You can do this with AOI's, but (surprisingly) as others have said, it doesn't appear that you can do this with UDT's.
If it were really important you could always create your data type as an AOI instead of a UDT. An AOI is really just a UDT with code bolted on, but there's no reason you have to actually use that code. You could have the AOI logic empty save for a single NOP, and never call it, and you'd for all intents and purposes have a UDT with bit-level commenting. It's a bit of a hack, but it would work. If I did it I'd be sure to put a rung comment in the AOI logic explaining why there's no logic and why I'm doing it this way.
It’s even simpler than that. It’s pure code.

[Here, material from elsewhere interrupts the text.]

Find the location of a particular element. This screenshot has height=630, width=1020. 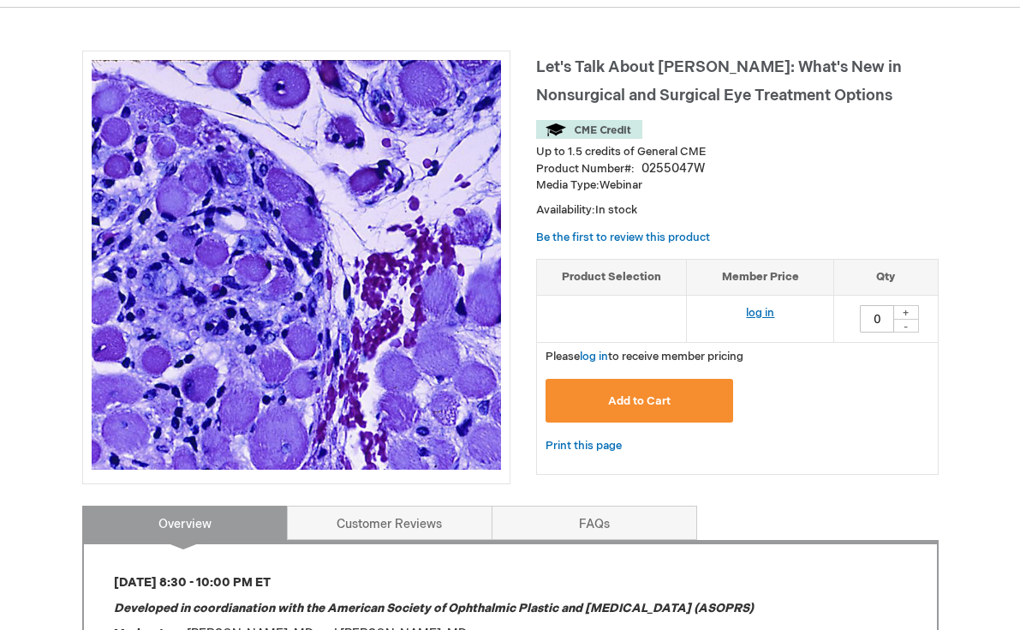

a: Print this page is located at coordinates (583, 445).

The AOI mechanism creates and manages a 1:1 UDT composed of an AOI’s defined parameters + EnableIn/Out + local members + some non-visible execution words/flags (prescan/postscan, math overflow, etc).
The “add-on defined type” in the tree is the result “backing tag” definition.

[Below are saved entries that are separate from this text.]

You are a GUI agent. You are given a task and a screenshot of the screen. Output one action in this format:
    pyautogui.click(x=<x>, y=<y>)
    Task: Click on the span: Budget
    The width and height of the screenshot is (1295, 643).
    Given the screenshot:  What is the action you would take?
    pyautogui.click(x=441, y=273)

The compiled AOI logic is a single C-style function that accepts as its argument a pointer-to-struct of the backing type. Hence why you have to instantiate at least one of these backing tags to use an AOI. It goes to explain how the AOI performs, instruction-per-instruction, better than the PLC’s calling code and why editing an AOI online isn’t possible: it’s a raw binary living some place in memory.
The AOI definition probably resides as an instance of an undocumented CIP class, going to explain how you can upload and view the the original “running” code on the processor, just not recompile online.

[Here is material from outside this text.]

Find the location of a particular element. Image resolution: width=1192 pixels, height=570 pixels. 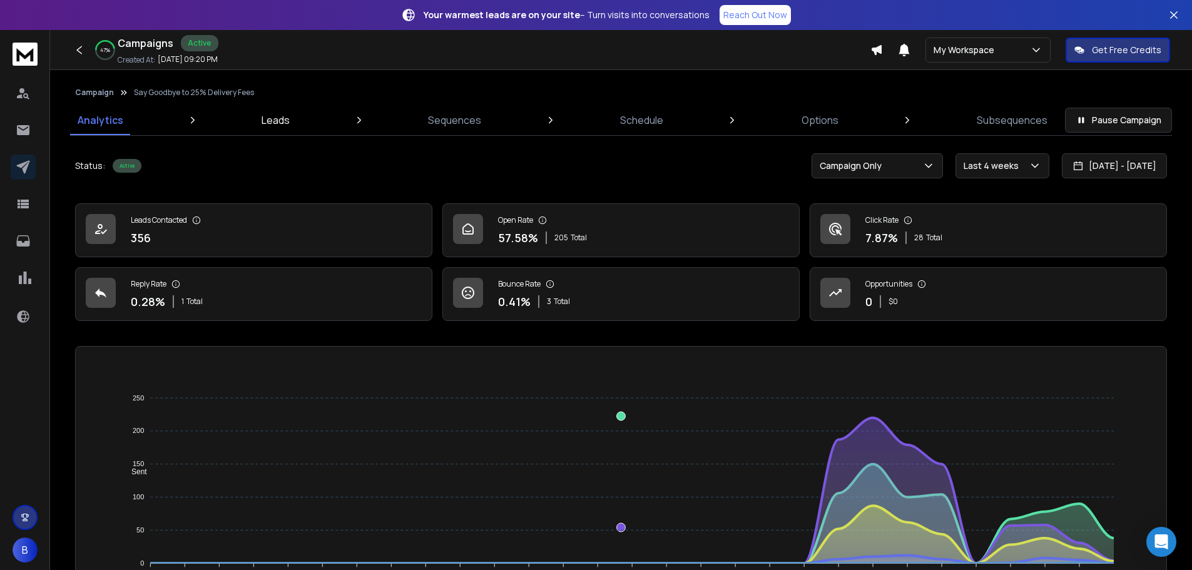

p: 7.87 % is located at coordinates (882, 238).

When you read local members of an AOI using an HMI, you’ve just been looking at the non-visible members of the “backing” UDT that’s been sitting in the tag database all along.
Each In/Out parameter of an AOI is just realized as a pointer-to-type within the same backing tag. The AOI mechanism expands or contracts the called C-function signature, depending on whether the params passes are “required” in Logix (In/Outs implicitly, atomics by user). The pointer(s) to the parameters already come along for the ride in the AOI “instance” param in the AOI call, Logix just happens to enforce that they also point to an actual piece of data by expanding the signature.